“So if you missed the battle,” I said, “why do they call you Archer Ewan?”
“Because that’s what I am. An archer, trained lifelong on the longbow. They left me for dead on that field, but I wouldna die. And when I recovered I went back to my apprenticeship. I had lost a year and more of training by then, but my apprentice master was my uncle, too. He took me back into his care and I learned well, despite having lost my eye. It changes your sight, you know, having but one eye.” He made a grunting sound that might have been a selfdeprecating laugh. “I adapted to it quickly, though, and learned very well, for I had little else left to divert me from my work. Where other lads went chasing after girls, I found my solace in my bow and in learning the craft of using it better than any other man I knew.”
He picked up the pan that he’d set by the fireside earlier, testing its heat again with the back of a finger. “There, this is ready.”
I watched closely as he folded each of the two large pieces of torn shirt into four and then carefully poured half of the mixture in the pan onto each of the pads he had made. I wrinkled my nose at the smell of it.
“What is that?”
“It’s a nostrum.”
“What’s a nostrum?”
“A cure, made from natural things. This one is a poultice made of burdock leaves and herbs and a special mixture of dried things given me by my mother, who is a famous healer. Usually poultices have to be hot, but this one needn’t be. It’s for you.” He glanced up to see how I reacted to that, but I merely stared at the nostrum. “There’s one for each of you. What we’ll do is put them into the crack of your arses, where the pain is worst, and bind them into place with those long strips. Then you’ll sleep with them in place, and come morning, you should both be feeling better. You might not be completely without pain by then, but the worst of it will be bye. Now, let’s get them on. They’re cool now, so they’ll not burn you.”
Will and I eyed each other fearfully, acutely mindful of what had happened last time a man had come near our backsides, but the big archer was patient and unmistakably concerned for us, and so we suffered the indignity of allowing him to set the things in place and tie them securely. It felt revolting, but I imagined very soon afterwards that the pain of my ravaged backside was subsiding, and I sat still, enjoying the heat from the replenished fire and leaning against Will, who was looking around at the archer’s camp.

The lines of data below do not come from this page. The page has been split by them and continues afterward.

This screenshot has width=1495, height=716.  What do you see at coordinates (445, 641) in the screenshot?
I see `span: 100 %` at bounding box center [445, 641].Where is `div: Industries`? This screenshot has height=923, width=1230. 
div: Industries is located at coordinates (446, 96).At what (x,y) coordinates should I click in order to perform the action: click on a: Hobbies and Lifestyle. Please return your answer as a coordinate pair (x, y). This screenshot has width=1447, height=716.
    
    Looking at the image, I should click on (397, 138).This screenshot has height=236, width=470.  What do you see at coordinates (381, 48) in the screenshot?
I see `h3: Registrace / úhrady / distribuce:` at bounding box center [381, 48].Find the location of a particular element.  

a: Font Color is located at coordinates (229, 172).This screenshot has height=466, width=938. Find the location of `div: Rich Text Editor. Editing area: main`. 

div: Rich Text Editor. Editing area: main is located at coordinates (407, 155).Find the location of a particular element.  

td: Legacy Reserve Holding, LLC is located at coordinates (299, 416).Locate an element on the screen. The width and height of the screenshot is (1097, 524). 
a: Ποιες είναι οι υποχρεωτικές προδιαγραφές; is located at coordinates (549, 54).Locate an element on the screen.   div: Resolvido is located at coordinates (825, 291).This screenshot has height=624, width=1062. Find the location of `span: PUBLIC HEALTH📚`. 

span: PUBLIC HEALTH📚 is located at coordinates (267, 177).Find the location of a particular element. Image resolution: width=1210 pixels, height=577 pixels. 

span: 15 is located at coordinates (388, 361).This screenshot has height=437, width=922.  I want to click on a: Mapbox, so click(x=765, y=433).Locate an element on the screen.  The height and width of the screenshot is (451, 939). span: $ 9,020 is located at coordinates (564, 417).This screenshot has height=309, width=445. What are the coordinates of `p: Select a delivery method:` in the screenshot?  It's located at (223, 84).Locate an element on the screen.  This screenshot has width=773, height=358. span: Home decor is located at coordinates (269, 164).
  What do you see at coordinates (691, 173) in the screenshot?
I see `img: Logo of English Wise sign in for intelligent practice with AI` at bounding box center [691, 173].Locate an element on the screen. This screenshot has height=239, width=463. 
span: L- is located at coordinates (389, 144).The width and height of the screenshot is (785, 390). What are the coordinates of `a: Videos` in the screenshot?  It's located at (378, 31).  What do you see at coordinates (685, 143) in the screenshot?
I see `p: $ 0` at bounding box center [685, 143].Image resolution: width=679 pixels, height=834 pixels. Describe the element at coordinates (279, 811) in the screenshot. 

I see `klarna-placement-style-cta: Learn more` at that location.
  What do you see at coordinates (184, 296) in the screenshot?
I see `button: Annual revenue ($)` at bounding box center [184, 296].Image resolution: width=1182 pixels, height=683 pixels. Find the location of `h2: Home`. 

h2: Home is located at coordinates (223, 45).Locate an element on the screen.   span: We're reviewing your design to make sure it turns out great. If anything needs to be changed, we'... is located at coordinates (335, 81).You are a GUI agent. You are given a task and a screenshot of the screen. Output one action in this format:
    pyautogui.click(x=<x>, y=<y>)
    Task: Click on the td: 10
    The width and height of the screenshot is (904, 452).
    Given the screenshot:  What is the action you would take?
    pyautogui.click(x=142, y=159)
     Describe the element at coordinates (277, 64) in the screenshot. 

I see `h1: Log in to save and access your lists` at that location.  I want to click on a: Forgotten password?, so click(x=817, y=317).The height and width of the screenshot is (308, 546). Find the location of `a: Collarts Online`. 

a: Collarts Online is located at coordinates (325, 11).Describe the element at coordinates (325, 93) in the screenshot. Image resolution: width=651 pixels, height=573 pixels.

I looked then, too, and noticed that what I had thought must be a purely temporary place had signs of permanence about it. The fire pit was well made, its stones blackened with age and soot, and there were several stoutly made wooden boxes, or chests, that looked too solid to be picked up and carried away by one man on a single journey. I peered more closely into the dimness and saw that they were fitted into recesses in the hand-cut bank that ringed the campfire and provided us with seats, and that their sides were hinged and could be closed by a latch.
“Do you live here all the time?” Will had voiced the question in my mind.
“No,” Ewan said. “But I spend a lot of time here. My mother lives close by.”
“Why don’t you stay wi’ her?”
“Because she lives in a cave.” Then, seeing the astonishment on our faces, he added, “I stay away because I don’t want to leave signs of my being there. I only go to see her when I think she’ll need more food. To go too often would be dangerous.”
“Why?”
The big archer gave a snort of indignation. “Because someone might see me coming or going, and if they did they might search and find my mother. And if they find her they’ll kill her.”
The enormity of that left us speechless, and Will, having seen his own mother killed mere days before, wiped at his eyes, suddenly brimming with tears. It was left to me to ask the obvious question.
“Why would anybody want to kill her?”
“Because she’s my mother and I’m an outlaw. So is she.”
“An outlaw?” I was stricken with awe. “How can somebody’s mother be an outlaw?”
He reached out a long arm to tousle my hair. “Aye,” he said quietly. “It’s daft, isn’t it? But she is, because I saved her life and was outlawed myself for doing it.”
He looked into the fire, and I drew my blanket closer about me, sensing a story to come. And sure enough, he began to speak, slowly and clearly in that wonderful soft-edged voice. “D’you recall my saying she was a famous healer? Well, she was. She lived in a wee place east of here, about twelve miles from where we’re sitting now. It doesna even have a name—just a wee clump o’ houses near a ford over a river. But she was known in a’ the countryside, and whenever somebody got sick, they’d send for her. The land belonged to an auld laird called Sir Walter Ormiston, one o’ the Dumfries Ormistons, but when he died it passed to his eldest son, a useless lump of dung called William, like your friend there. But he liked to call himself William, Laird of Ormiston. The old man had been plain Ormiston, but the son demanded to be called the Laird of Ormiston, by everybody. Anyway, this Laird William had a wife as silly as himself, and a wee son called Alasdair. The bairn took sick and the Laird had my mother brought to the big house to see to him. She was a great healer, my mother, but she couldna compete wi’ God’s will, and the bairn died. The father went mad, and his wife called my mother a witch, said she had put a curse on the bairn. They locked her up in a cellar in the big house.